Gold Silver Ledger handles holdings split across self-storage, third-party depositories, and self-directed IRA accounts. Every location is tracked correctly all the way through to the tax report.
A normal person who holds physical metals usually holds them in more than one place: some at home for liquidity, some at a third-party depository, and often more inside a self-directed IRA at a custodian. Gold Silver Ledger models that distinction, so you can see what you own and what’s taxable.
Liquidity at home, scale at a depository, retirement allocation in an IRA. Each location has different access, different cost, and different tax rules. Gold Silver Ledger tracks which is which.
Sales inside a self-directed IRA aren't reported on Schedule D. Gold Silver Ledger pulls IRA disposals out of your taxable totals automatically, so the number you hand your CPA is the right one.
When fees come up at renewal, you want a clean breakdown of what's sitting at each vault: value, weight, item count, no spreadsheet export needed.
"$140,000 in gold" is one line on a balance sheet. The executor needs to know where every ounce of it is. A custody-aware ledger is the document you hand them.
Each location is named by you and tagged with one of these types. Type drives the right icon, the right grouping in reports, and for IRA, the right tax treatment.
Home safe, gun safe, hidden cache, whatever you've set up yourself. Optional free-text label so multiple spots stay distinct.
Third-party storage like Delaware, Brinks, Loomis, IDS, or A-Mark. Autocomplete suggests common depositories; type any name not on the list.
Self-directed IRA at Equity Trust, STRATA, Kingdom Trust, or any custodian. Sales from IRA-typed locations are automatically excluded from the taxable totals.
Bank-held safe deposit box. Record the bank name as the institution and the box number in the optional reference field.
Anything that doesn't fit one of the above: a trustee, a relative's safe, an offshore vault. Free-form so you can model your real arrangement.
A single page that breaks out every holding by storage location, with cost basis, current value, gain/loss, and weight per location. Filter by metal, expand any location for the item-level rollup, and export to CSV. It’s the kind of document your CPA or your estate attorney can read end to end.
Two corners of US tax treatment that most owners don’t think about until April. The Gold Silver Ledger tax report handles both, so what you hand your CPA is already right.
If every item on a sale was held in a location tagged as IRA at the time of sale, the disposal is flagged and pulled out of the short- and long-term gain math. It still appears in a dedicated "IRA Activity" section so you can see how the account is performing, but it doesn't get added into the Schedule D figures your CPA is filing.
Under US tax law, physical precious metals are treated as collectibles. Long-term capital gains are taxed at a maximum 28% rate, meaningfully higher than the 15–20% rate on stocks. The tax report flags this directly on the long-term gain so you (and your CPA) plan with the right number.
Gold, silver, platinum, palladium: proceeds, cost basis, and net gain/loss broken out per metal. Useful for tax-loss harvesting decisions before year-end.
If you've sold items that never had a storage location assigned, the report flags it, so an IRA item isn't included in taxable totals just because it was unassigned at the time.
No, you don’t have to use it. If every item lives in the same place, you can leave the location field empty and the rest of the product works exactly as before. The benefit shows up the moment a second location enters the picture: a new depository, a safe deposit box, an IRA you opened. No need to redo any of your existing entries
Yes. When you add a location, the institution field autocompletes common depositories (Delaware, Brinks, Loomis, IDS, A-Mark) and IRA custodians (Equity Trust, STRATA, Kingdom Trust, GoldStar, Madison Trust). Anything not on the list you can type in as free text. The autocomplete is a convenience, not a constraint.
Open the item in your holdings, click Move, pick the destination location. That’s it. The original purchase record stays intact, with the same buy price, purchase date, and cost basis. Only the location changes. There’s no penalty in the cost basis or tax math for moving an item between locations, because nothing has been sold.
When you sell items that were all held in a location tagged as IRA at the moment of sale, the report excludes that disposal from the taxable short- and long-term totals and lists it in a dedicated IRA Activity section instead. If a single sale included a mix of IRA and non-IRA items, the report treats the line as taxable to be safe. As always, your CPA has final say.
Under IRS rules, physical precious metals are classified as collectibles. Long-term capital gains on collectibles are taxed at a maximum rate of 28%, higher than the 15–20% rate on stocks, ETFs, and most other long-term investments. The report surfaces this so the long-term gain number isn’t misread as if it were a stock gain.
Holdings is your day-to-day inventory view, with every item and every product, sortable and filterable. The Custody Statement is a report: one row per location, totals per location, designed to be printed, exported, or shared with a CPA or estate attorney. Same underlying data, different shape, different audience.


AIM OF THE EXERCISE:
Below is a block of entries; repeat all of it exactly but omit the pictures.

◇ ◇ ◇

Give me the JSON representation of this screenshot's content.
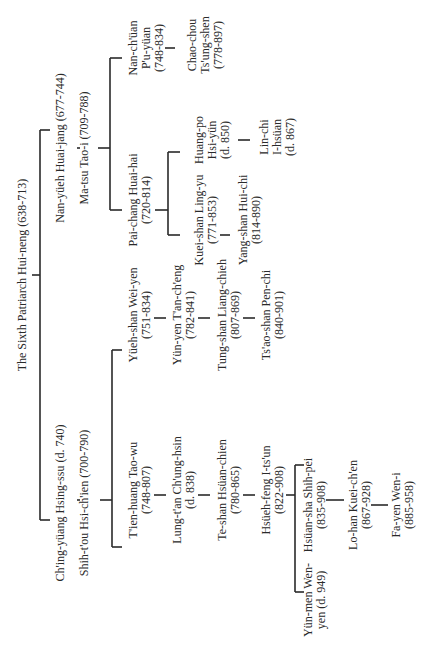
{
  "diagram": {
    "type": "lineage-tree",
    "orientation": "rotated-90-ccw",
    "nodes": {
      "huineng": [
        "The Sixth Patriarch Hui-neng (638-713)"
      ],
      "huaijang": [
        "Nan-yüeh Huai-jang (677-744)"
      ],
      "taoi": [
        "Ma-tsu Tao-i (709-788)"
      ],
      "puyuan": [
        "Nan-ch'üan",
        "P'u-yüan",
        "(748-834)"
      ],
      "tsungshen": [
        "Chao-chou",
        "Ts'ung-shen",
        "(778-897)"
      ],
      "huaihai": [
        "Pai-chang Huai-hai",
        "(720-814)"
      ],
      "lingyu": [
        "Kuei-shan Ling-yu",
        "(771-853)"
      ],
      "huichi": [
        "Yang-shan Hui-chi",
        "(814-890)"
      ],
      "hsiyun": [
        "Huang-po",
        "Hsi-yün",
        "(d. 850)"
      ],
      "ihsuan": [
        "Lin-chi",
        "I-hsüan",
        "(d. 867)"
      ],
      "hsingssu": [
        "Ch'ing-yüang Hsing-ssu (d. 740)"
      ],
      "hsichien": [
        "Shih-t'ou Hsi-ch'ien (700-790)"
      ],
      "weiyen": [
        "Yüeh-shan Wei-yen",
        "(751-834)"
      ],
      "tancheng": [
        "Yün-yen T'an-ch'eng",
        "(782-841)"
      ],
      "liangchieh": [
        "Tung-shan Liang-chieh",
        "(807-869)"
      ],
      "penchi": [
        "Ts'ao-shan Pen-chi",
        "(840-901)"
      ],
      "taowu": [
        "T'ien-huang Tao-wu",
        "(748-807)"
      ],
      "chunghsin": [
        "Lung-t'an Ch'ung-hsin",
        "(d. 838)"
      ],
      "hsuanchien": [
        "Te-shan Hsüan-chien",
        "(780-865)"
      ],
      "itsun": [
        "Hsüeh-feng I-ts'un",
        "(822-908)"
      ],
      "wenyen": [
        "Yün-men Wen-",
        "yen (d. 949)"
      ],
      "shihpei": [
        "Hsüan-sha Shih-pei",
        "(835-908)"
      ],
      "kueichen": [
        "Lo-han Kuei-ch'en",
        "(867-928)"
      ],
      "weni": [
        "Fa-yen Wen-i",
        "(885-958)"
      ]
    },
    "edges": [
      [
        "huineng",
        "huaijang"
      ],
      [
        "huineng",
        "hsingssu"
      ],
      [
        "huaijang",
        "taoi"
      ],
      [
        "taoi",
        "puyuan"
      ],
      [
        "taoi",
        "huaihai"
      ],
      [
        "puyuan",
        "tsungshen"
      ],
      [
        "huaihai",
        "lingyu"
      ],
      [
        "huaihai",
        "hsiyun"
      ],
      [
        "lingyu",
        "huichi"
      ],
      [
        "hsiyun",
        "ihsuan"
      ],
      [
        "hsingssu",
        "hsichien"
      ],
      [
        "hsichien",
        "weiyen"
      ],
      [
        "hsichien",
        "taowu"
      ],
      [
        "weiyen",
        "tancheng"
      ],
      [
        "tancheng",
        "liangchieh"
      ],
      [
        "liangchieh",
        "penchi"
      ],
      [
        "taowu",
        "chunghsin"
      ],
      [
        "chunghsin",
        "hsuanchien"
      ],
      [
        "hsuanchien",
        "itsun"
      ],
      [
        "itsun",
        "wenyen"
      ],
      [
        "itsun",
        "shihpei"
      ],
      [
        "shihpei",
        "kueichen"
      ],
      [
        "kueichen",
        "weni"
      ]
    ]
  }
}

◇ ◇ ◇

WRITTEN ANSWER:
Give me the JSON representation of this screenshot's content.
{
  "diagram": {
    "type": "lineage-tree",
    "orientation": "rotated-90-ccw",
    "nodes": {
      "huineng": [
        "The Sixth Patriarch Hui-neng (638-713)"
      ],
      "huaijang": [
        "Nan-yüeh Huai-jang (677-744)"
      ],
      "taoi": [
        "Ma-tsu Tao-i (709-788)"
      ],
      "puyuan": [
        "Nan-ch'üan",
        "P'u-yüan",
        "(748-834)"
      ],
      "tsungshen": [
        "Chao-chou",
        "Ts'ung-shen",
        "(778-897)"
      ],
      "huaihai": [
        "Pai-chang Huai-hai",
        "(720-814)"
      ],
      "lingyu": [
        "Kuei-shan Ling-yu",
        "(771-853)"
      ],
      "huichi": [
        "Yang-shan Hui-chi",
        "(814-890)"
      ],
      "hsiyun": [
        "Huang-po",
        "Hsi-yün",
        "(d. 850)"
      ],
      "ihsuan": [
        "Lin-chi",
        "I-hsüan",
        "(d. 867)"
      ],
      "hsingssu": [
        "Ch'ing-yüang Hsing-ssu (d. 740)"
      ],
      "hsichien": [
        "Shih-t'ou Hsi-ch'ien (700-790)"
      ],
      "weiyen": [
        "Yüeh-shan Wei-yen",
        "(751-834)"
      ],
      "tancheng": [
        "Yün-yen T'an-ch'eng",
        "(782-841)"
      ],
      "liangchieh": [
        "Tung-shan Liang-chieh",
        "(807-869)"
      ],
      "penchi": [
        "Ts'ao-shan Pen-chi",
        "(840-901)"
      ],
      "taowu": [
        "T'ien-huang Tao-wu",
        "(748-807)"
      ],
      "chunghsin": [
        "Lung-t'an Ch'ung-hsin",
        "(d. 838)"
      ],
      "hsuanchien": [
        "Te-shan Hsüan-chien",
        "(780-865)"
      ],
      "itsun": [
        "Hsüeh-feng I-ts'un",
        "(822-908)"
      ],
      "wenyen": [
        "Yün-men Wen-",
        "yen (d. 949)"
      ],
      "shihpei": [
        "Hsüan-sha Shih-pei",
        "(835-908)"
      ],
      "kueichen": [
        "Lo-han Kuei-ch'en",
        "(867-928)"
      ],
      "weni": [
        "Fa-yen Wen-i",
        "(885-958)"
      ]
    },
    "edges": [
      [
        "huineng",
        "huaijang"
      ],
      [
        "huineng",
        "hsingssu"
      ],
      [
        "huaijang",
        "taoi"
      ],
      [
        "taoi",
        "puyuan"
      ],
      [
        "taoi",
        "huaihai"
      ],
      [
        "puyuan",
        "tsungshen"
      ],
      [
        "huaihai",
        "lingyu"
      ],
      [
        "huaihai",
        "hsiyun"
      ],
      [
        "lingyu",
        "huichi"
      ],
      [
        "hsiyun",
        "ihsuan"
      ],
      [
        "hsingssu",
        "hsichien"
      ],
      [
        "hsichien",
        "weiyen"
      ],
      [
        "hsichien",
        "taowu"
      ],
      [
        "weiyen",
        "tancheng"
      ],
      [
        "tancheng",
        "liangchieh"
      ],
      [
        "liangchieh",
        "penchi"
      ],
      [
        "taowu",
        "chunghsin"
      ],
      [
        "chunghsin",
        "hsuanchien"
      ],
      [
        "hsuanchien",
        "itsun"
      ],
      [
        "itsun",
        "wenyen"
      ],
      [
        "itsun",
        "shihpei"
      ],
      [
        "shihpei",
        "kueichen"
      ],
      [
        "kueichen",
        "weni"
      ]
    ]
  }
}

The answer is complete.